Yes. Residential rentals default to a 27.5-year schedule. Cost segregation can identify 20–30% of the basis for 5- or 15-year treatment, and 100% bonus depreciation applies to qualifying assets after January 19, 2025.
Does my property need to be worth a minimum amount before a study makes sense?
Yes. The conventional minimum is around $500,000 in depreciable value. Below that threshold, the study cost often exceeds the net tax savings. Always request a free Estimate of Benefits first.
Can I do a cost segregation study on a property I bought several years ago?
Yes. You can file a look-back study using Form 3115 to capture missed deductions for properties placed in service up to 10 years ago, all in the current tax year, without amending prior returns.
Will a cost segregation study trigger an IRS audit?
No, not on its own — but a poorly done study creates significant audit risk. Studies that skip site visits, use rule-of-thumb methods, or overreach on classifications draw IRS scrutiny. A properly documented, engineer-led study is specifically sanctioned by the IRS.
Does 100% bonus depreciation still apply in 2026?
Yes. The One Big Beautiful Bill Act permanently restored 100% bonus depreciation for qualified property acquired and placed in service after January 19, 2025. This applies to 5-, 7-, and 15-year property identified in cost segregation studies.
Can I use cost segregation losses to offset my W-2 income?
No, unless you qualify as a Real Estate Professional under IRC § 469(c)(7) or use the short-term rental loophole. Without one of those statuses, rental losses are passive and can only offset passive income — not W-2 wages.
What happens to suspended passive losses when I sell the property?

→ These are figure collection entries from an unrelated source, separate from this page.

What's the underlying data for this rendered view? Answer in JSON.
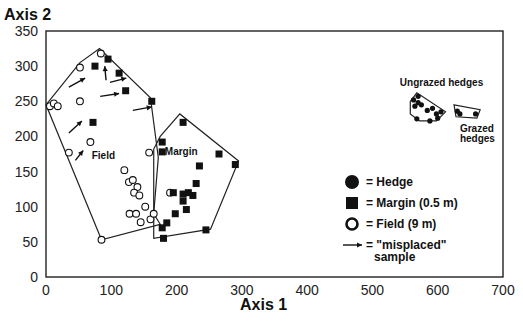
{
  "chart_data": {
    "type": "scatter",
    "title": "",
    "xlabel": "Axis 1",
    "ylabel": "Axis 2",
    "xlim": [
      0,
      700
    ],
    "ylim": [
      0,
      350
    ],
    "x_ticks": [
      0,
      100,
      200,
      300,
      400,
      500,
      600,
      700
    ],
    "y_ticks": [
      0,
      50,
      100,
      150,
      200,
      250,
      300,
      350
    ],
    "grid": false,
    "legend_position": "lower right (inside plot)",
    "legend": [
      {
        "symbol": "filled-circle",
        "label": "= Hedge"
      },
      {
        "symbol": "filled-square",
        "label": "= Margin (0.5 m)"
      },
      {
        "symbol": "open-circle",
        "label": "= Field (9 m)"
      },
      {
        "symbol": "arrow",
        "label": "= \"misplaced\"",
        "label2": "sample"
      }
    ],
    "series": [
      {
        "name": "Field (9 m)",
        "marker": "open-circle",
        "points": [
          [
            6,
            243
          ],
          [
            12,
            247
          ],
          [
            18,
            243
          ],
          [
            52,
            298
          ],
          [
            52,
            250
          ],
          [
            84,
            318
          ],
          [
            35,
            177
          ],
          [
            68,
            192
          ],
          [
            120,
            152
          ],
          [
            127,
            135
          ],
          [
            133,
            138
          ],
          [
            140,
            128
          ],
          [
            135,
            120
          ],
          [
            143,
            116
          ],
          [
            152,
            100
          ],
          [
            128,
            90
          ],
          [
            138,
            90
          ],
          [
            145,
            78
          ],
          [
            160,
            82
          ],
          [
            165,
            90
          ],
          [
            190,
            120
          ],
          [
            158,
            177
          ],
          [
            85,
            53
          ]
        ]
      },
      {
        "name": "Margin (0.5 m)",
        "marker": "filled-square",
        "points": [
          [
            75,
            300
          ],
          [
            95,
            310
          ],
          [
            112,
            290
          ],
          [
            122,
            265
          ],
          [
            162,
            250
          ],
          [
            72,
            220
          ],
          [
            210,
            220
          ],
          [
            178,
            192
          ],
          [
            178,
            178
          ],
          [
            265,
            175
          ],
          [
            290,
            160
          ],
          [
            235,
            158
          ],
          [
            195,
            120
          ],
          [
            210,
            118
          ],
          [
            218,
            120
          ],
          [
            225,
            116
          ],
          [
            210,
            108
          ],
          [
            230,
            133
          ],
          [
            198,
            90
          ],
          [
            215,
            96
          ],
          [
            185,
            77
          ],
          [
            178,
            70
          ],
          [
            180,
            55
          ],
          [
            245,
            67
          ]
        ]
      },
      {
        "name": "Hedge (ungrazed)",
        "marker": "filled-circle",
        "points": [
          [
            563,
            252
          ],
          [
            570,
            257
          ],
          [
            565,
            243
          ],
          [
            575,
            245
          ],
          [
            584,
            237
          ],
          [
            592,
            240
          ],
          [
            598,
            232
          ],
          [
            568,
            225
          ],
          [
            588,
            222
          ],
          [
            600,
            226
          ],
          [
            605,
            235
          ],
          [
            570,
            248
          ]
        ]
      },
      {
        "name": "Hedge (grazed)",
        "marker": "filled-circle",
        "points": [
          [
            630,
            236
          ],
          [
            634,
            232
          ],
          [
            658,
            232
          ]
        ]
      }
    ],
    "hulls": [
      {
        "name": "Field",
        "points": [
          [
            0,
            245
          ],
          [
            52,
            305
          ],
          [
            82,
            325
          ],
          [
            160,
            255
          ],
          [
            172,
            170
          ],
          [
            165,
            90
          ],
          [
            175,
            75
          ],
          [
            85,
            53
          ]
        ]
      },
      {
        "name": "Margin",
        "points": [
          [
            165,
            55
          ],
          [
            165,
            182
          ],
          [
            175,
            200
          ],
          [
            205,
            232
          ],
          [
            295,
            165
          ],
          [
            252,
            68
          ]
        ]
      },
      {
        "name": "Ungrazed hedges",
        "points": [
          [
            558,
            250
          ],
          [
            568,
            262
          ],
          [
            612,
            235
          ],
          [
            598,
            222
          ],
          [
            572,
            222
          ],
          [
            558,
            232
          ]
        ]
      },
      {
        "name": "Grazed hedges",
        "points": [
          [
            625,
            245
          ],
          [
            665,
            238
          ],
          [
            660,
            226
          ],
          [
            628,
            228
          ]
        ]
      }
    ],
    "misplaced_arrows": [
      [
        [
          35,
          205
        ],
        [
          55,
          222
        ]
      ],
      [
        [
          35,
          270
        ],
        [
          60,
          283
        ]
      ],
      [
        [
          92,
          280
        ],
        [
          90,
          300
        ]
      ],
      [
        [
          98,
          277
        ],
        [
          123,
          283
        ]
      ],
      [
        [
          83,
          257
        ],
        [
          112,
          261
        ]
      ],
      [
        [
          133,
          237
        ],
        [
          162,
          242
        ]
      ],
      [
        [
          45,
          166
        ],
        [
          57,
          180
        ]
      ]
    ],
    "annotations": [
      {
        "text": "Field",
        "x": 70,
        "y": 168
      },
      {
        "text": "Margin",
        "x": 182,
        "y": 174
      },
      {
        "text": "Ungrazed hedges",
        "x": 542,
        "y": 272
      },
      {
        "text": "Grazed",
        "x": 634,
        "y": 207
      },
      {
        "text": "hedges",
        "x": 634,
        "y": 192
      }
    ]
  },
  "labels": {
    "y_axis_title": "Axis 2",
    "x_axis_title": "Axis 1"
  }
}
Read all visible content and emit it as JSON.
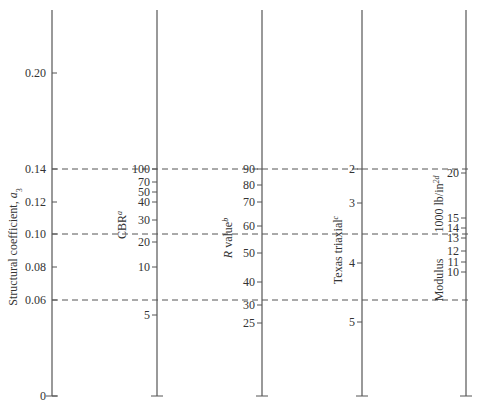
{
  "chart_data": {
    "type": "nomograph",
    "title": "",
    "dashed_reference_lines": [
      {
        "structural_coefficient": 0.14,
        "cbr": 100,
        "r_value": 90,
        "texas_triaxial": 2.0,
        "modulus": 20
      },
      {
        "structural_coefficient": 0.1,
        "cbr": 22,
        "r_value": 56,
        "texas_triaxial": 3.5,
        "modulus": 13.5
      },
      {
        "structural_coefficient": 0.06,
        "cbr": 7,
        "r_value": 32,
        "texas_triaxial": 4.6,
        "modulus": 7
      }
    ],
    "axes": [
      {
        "id": "a3",
        "label": "Structural coefficient, ",
        "label_var": "a",
        "label_sub": "3",
        "x": 52,
        "ticks": [
          {
            "v": "0",
            "y": 396
          },
          {
            "v": "0.06",
            "y": 300
          },
          {
            "v": "0.08",
            "y": 267
          },
          {
            "v": "0.10",
            "y": 234
          },
          {
            "v": "0.12",
            "y": 202
          },
          {
            "v": "0.14",
            "y": 169
          },
          {
            "v": "0.20",
            "y": 73
          }
        ]
      },
      {
        "id": "cbr",
        "label": "CBR",
        "label_sup": "a",
        "x": 157,
        "ticks": [
          {
            "v": "100",
            "y": 169
          },
          {
            "v": "70",
            "y": 182
          },
          {
            "v": "50",
            "y": 192
          },
          {
            "v": "40",
            "y": 202
          },
          {
            "v": "30",
            "y": 220
          },
          {
            "v": "20",
            "y": 242
          },
          {
            "v": "10",
            "y": 267
          },
          {
            "v": "5",
            "y": 315
          }
        ]
      },
      {
        "id": "r",
        "label": " value",
        "label_var": "R",
        "label_sup": "b",
        "x": 262,
        "ticks": [
          {
            "v": "90",
            "y": 169
          },
          {
            "v": "80",
            "y": 185
          },
          {
            "v": "70",
            "y": 202
          },
          {
            "v": "60",
            "y": 226
          },
          {
            "v": "50",
            "y": 253
          },
          {
            "v": "40",
            "y": 282
          },
          {
            "v": "30",
            "y": 305
          },
          {
            "v": "25",
            "y": 323
          }
        ]
      },
      {
        "id": "texas",
        "label": "Texas triaxial",
        "label_sup": "c",
        "x": 362,
        "ticks": [
          {
            "v": "2",
            "y": 169
          },
          {
            "v": "3",
            "y": 203
          },
          {
            "v": "4",
            "y": 263
          },
          {
            "v": "5",
            "y": 322
          }
        ]
      },
      {
        "id": "modulus",
        "label_top": "1000 lb/in",
        "label_top_sup": "2d",
        "label_bottom": "Modulus",
        "x": 466,
        "ticks": [
          {
            "v": "20",
            "y": 173
          },
          {
            "v": "15",
            "y": 218
          },
          {
            "v": "14",
            "y": 228
          },
          {
            "v": "13",
            "y": 238
          },
          {
            "v": "12",
            "y": 251
          },
          {
            "v": "11",
            "y": 262
          },
          {
            "v": "10",
            "y": 272
          }
        ]
      }
    ],
    "axis_top_y": 10,
    "axis_bottom_y": 396
  }
}
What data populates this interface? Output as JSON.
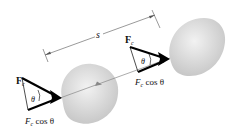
{
  "diagram": {
    "type": "physics-work-diagram",
    "displacement_label": "s",
    "left_position": {
      "force_label": "F",
      "force_subscript": "c",
      "angle_label": "θ",
      "component_label": "F",
      "component_subscript": "c",
      "component_text": " cos θ"
    },
    "right_position": {
      "force_label": "F",
      "force_subscript": "c",
      "angle_label": "θ",
      "component_label": "F",
      "component_subscript": "c",
      "component_text": " cos θ"
    },
    "colors": {
      "body": "#d4d4d4",
      "vector": "#000000",
      "path": "#777777",
      "dimension": "#555555"
    }
  }
}
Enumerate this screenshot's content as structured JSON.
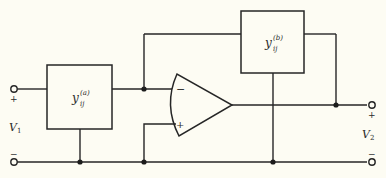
{
  "diagram": {
    "type": "circuit-schematic",
    "blocks": [
      {
        "id": "ya",
        "base": "y",
        "subscript": "ij",
        "superscript": "(a)"
      },
      {
        "id": "yb",
        "base": "y",
        "subscript": "ij",
        "superscript": "(b)"
      }
    ],
    "opamp": {
      "inverting_label": "−",
      "noninverting_label": "+"
    },
    "ports": {
      "input": {
        "name": "V",
        "subscript": "1",
        "plus": "+",
        "minus": "−"
      },
      "output": {
        "name": "V",
        "subscript": "2",
        "plus": "+",
        "minus": "−"
      }
    },
    "colors": {
      "background": "#fdfcf3",
      "line": "#262626"
    }
  }
}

Yes, they are released. When you sell a property, all previously suspended passive losses from that activity are released in full and can offset any type of income in the year of sale.
Does cost segregation apply to commercial leasehold improvements (tenant build-outs)?
Yes. Tenants who pay for leasehold improvements can perform a cost segregation study on those improvements and accelerate depreciation on the qualifying components, subject to the same 5-, 7-, and 15-year rules.
Will state taxes eliminate the benefit of a cost segregation study?
Not entirely, but they can reduce it. States like California and New York do not conform to federal bonus depreciation, which means you will owe state taxes even when federal liability drops. Always analyze the combined federal and state impact.
Do I need to hire a separate engineer, or does one firm handle everything?
No separate hire is needed. Most multidisciplinary cost segregation firms employ both engineers and tax professionals under one roof, handling the site visit, classification, report, and audit support in a single engagement.